Ex-Gov. Beshear 1 of 7 on Opioid Crisis Task Force formed by Bipartisan Policy Center, a Washington, D.C., think tank
By Melissa Patrick
Kentucky Health News
Former Gov. Steve Beshear is one of seven members of the Bipartisan Policy Center‘s new Opioid Crisis Task Force, tasked by the Washington, D.C. think tank with finding evidence-based recommendations to drive down drug-overdose deaths, which have skyrocketed during the pandemic.
“The Bipartisan Policy Center felt it was time, and I agreed with them, to try to develop some bipartisan policy solutions at the federal level to recommend to Congress on how to reduce overdose death rates in the near term, and to increase the efficacy of the longer-term federal response to the opioid crisis,” Beshear told Kentucky Health News.
The Democrat said he has long had a working relationship with the center, serving for several years on its Governors’ Council. He said the bipartisan members of the task force offer “significant expertise” around the issue.
The other members are Dr. Jerome Adams, a former surgeon general; Mary Bono, a former U.S. representative from California; Richard G. Frank, endowed professor of health economics at Harvard University; Dr. Patrice Harris, CEO of eMed and former president of the American Medical Association; Susanna Martinez, former governor of New Mexico; and Donna E. Shalala, a former secretary of health and human services and U.S. representative from Florida.
“The task force will examine drug-overdose trends in the past two years and the main drivers behind the surge, track fiscal year 2020 federal opioid funding and investments from the four Covid-19 emergency relief packages, and analyze the types of treatment services that are being supported across the country and the gaps that exist,” the center said in a news release. Its report, due in early 2022, will “examine treatment disparities in states that expanded Medicaid compared to non-expansion states.”
Beshear, who expanded Medicaid under the Patient Protection and Affordable Care Act when he was governor, noted that the expansion allowed Medicaid to cover treatment for substance-use disorder “for the first time. That’s not to say we had enough of it, or that it was all effective, but certainly to have it available through the expanded Medicaid program proved very beneficial to us.”
Opioid dependence was one of the top five diagnoses made for Kentucky adults and seniors on Medicaid in the federal fiscal year that ended Sept. 30, and buprenorphine-naloxone which is used to treat opioid use disorders, was one of the top five prescribed drugs. About 570,000 Kentuckians gained access to health care in Kentucky through Medicaid expansion in that fiscal year.
Beshear said the task force is timely, given the latest Centers for Disease Control and Prevention study that shows more than 90,000 Americans died from drug overdoses in fiscal 2020, a 29 percent increase from the previous year. In Kentucky, overdose deaths increased 50 percent, the nation’s third highest rate of increase.
The former governor, who is father of the current governor, said the nation has made “tremendous strides” in prevention and treatment of addiction, but not enough: “Our national response is still inadequate, and it’s obvious that it’s inadequate. This may be an opportune time for Congress and a new administration to renew and strengthen the efforts to get ahold of this epidemic and wrestle it to the ground.”
Beshear stressed that more focus needs to be on treatment.
“We have spent quite a bit of time and effort and money on prevention, which is obviously the right thing to do, but from a treatment standpoint, we have fallen short in reaching those who need it,” he said. “We as a country have to finally step up and recognize that this problem will never be resolved without a tremendous effort in the area of treatment.”
He also pointed to the need for additional support for people in recovery.
“You can’t work with a person who wants to overcome their addiction, and then just turn around and put them right back in the same environment that helped to cause that addiction in the first place,” he said. “You have to provide additional support in various ways and we’ve got to figure out how better to do that.”
Beshear said measures to fight the opioid epidemic have found bipartisan support, and “With these new numbers from the CDC, there’s an urgency here to attack this problem more effectively. I think there is a window of opportunity for some bipartisan efforts out of Congress that will help in that regard.”
The Bipartisan Policy Center was founded by former Senate majority leaders Howard Baker and Bob Dole, Republicans, and Tom Daschle and George Mitchell, Democrats.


-- The task --
Begin at the line below that has "Describe the element". Stop after the line that has "Task: Click on the p: Total", repeating each line exactly and leaving out the pictures.

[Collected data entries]
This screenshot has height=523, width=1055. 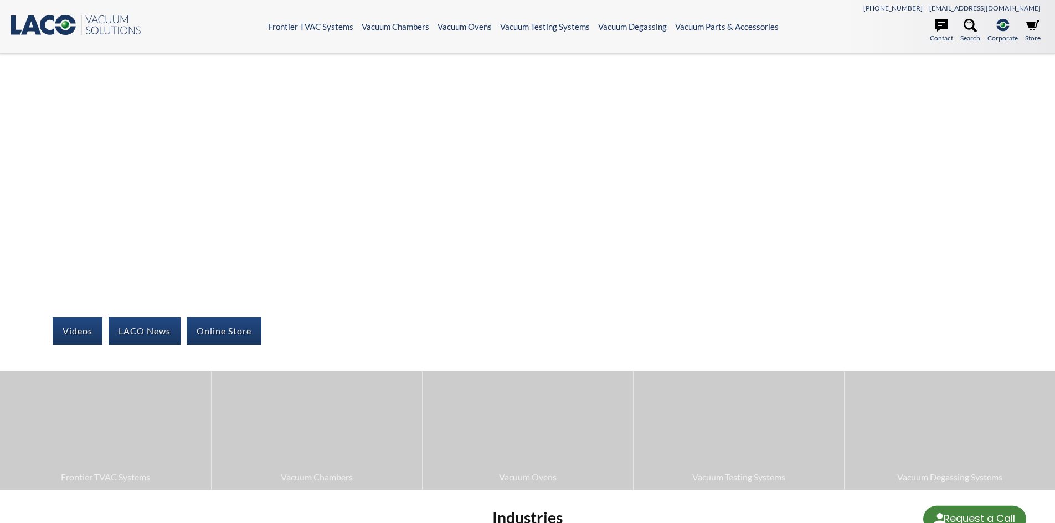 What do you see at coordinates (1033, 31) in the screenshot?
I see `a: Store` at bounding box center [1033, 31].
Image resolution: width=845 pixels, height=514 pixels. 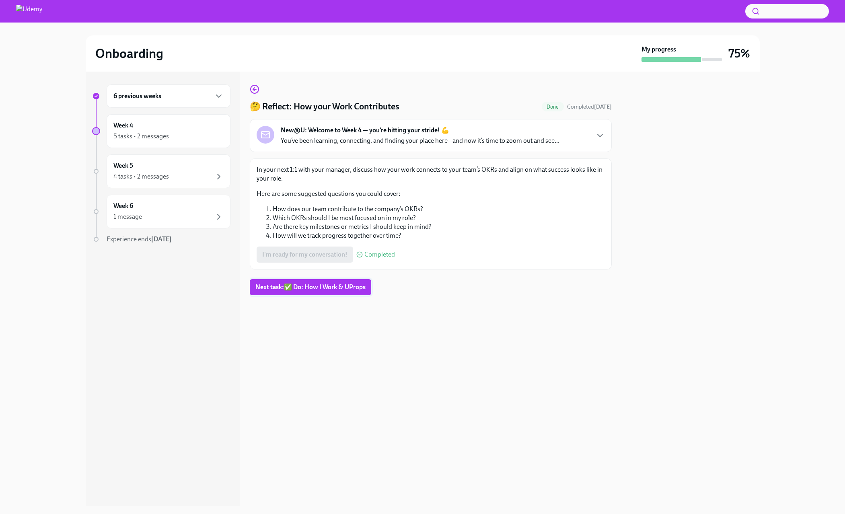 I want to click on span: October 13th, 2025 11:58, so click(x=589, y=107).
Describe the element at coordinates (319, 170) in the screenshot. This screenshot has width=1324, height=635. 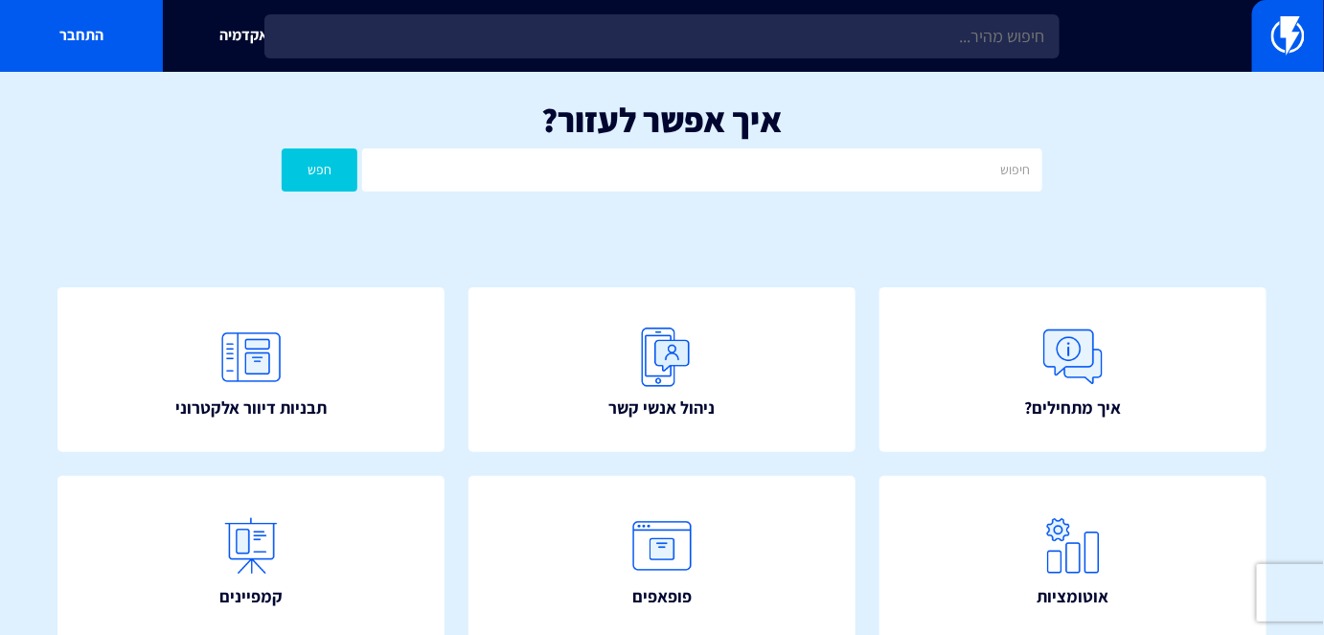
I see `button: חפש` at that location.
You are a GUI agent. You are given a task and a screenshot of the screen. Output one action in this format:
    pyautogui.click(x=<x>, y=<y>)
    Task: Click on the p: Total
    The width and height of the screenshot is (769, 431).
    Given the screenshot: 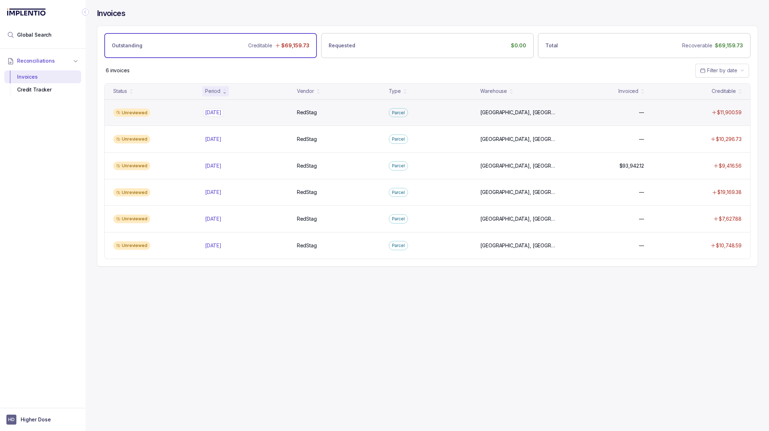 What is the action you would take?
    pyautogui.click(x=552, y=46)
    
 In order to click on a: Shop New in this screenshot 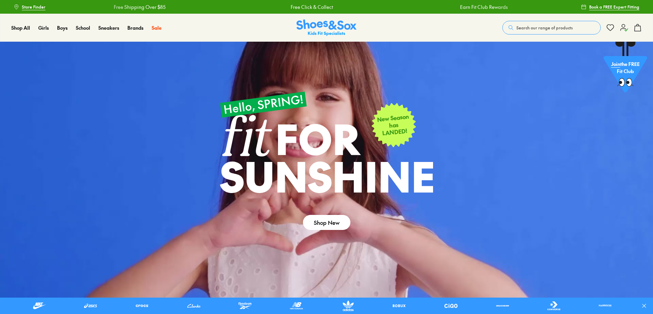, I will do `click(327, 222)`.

-- Solution for this exercise --
Describe the element at coordinates (319, 170) in the screenshot. This screenshot has width=1324, height=635. 
I see `button: חפש` at that location.
You are a GUI agent. You are given a task and a screenshot of the screen. Output one action in this format:
    pyautogui.click(x=<x>, y=<y>)
    Task: Click on the p: Total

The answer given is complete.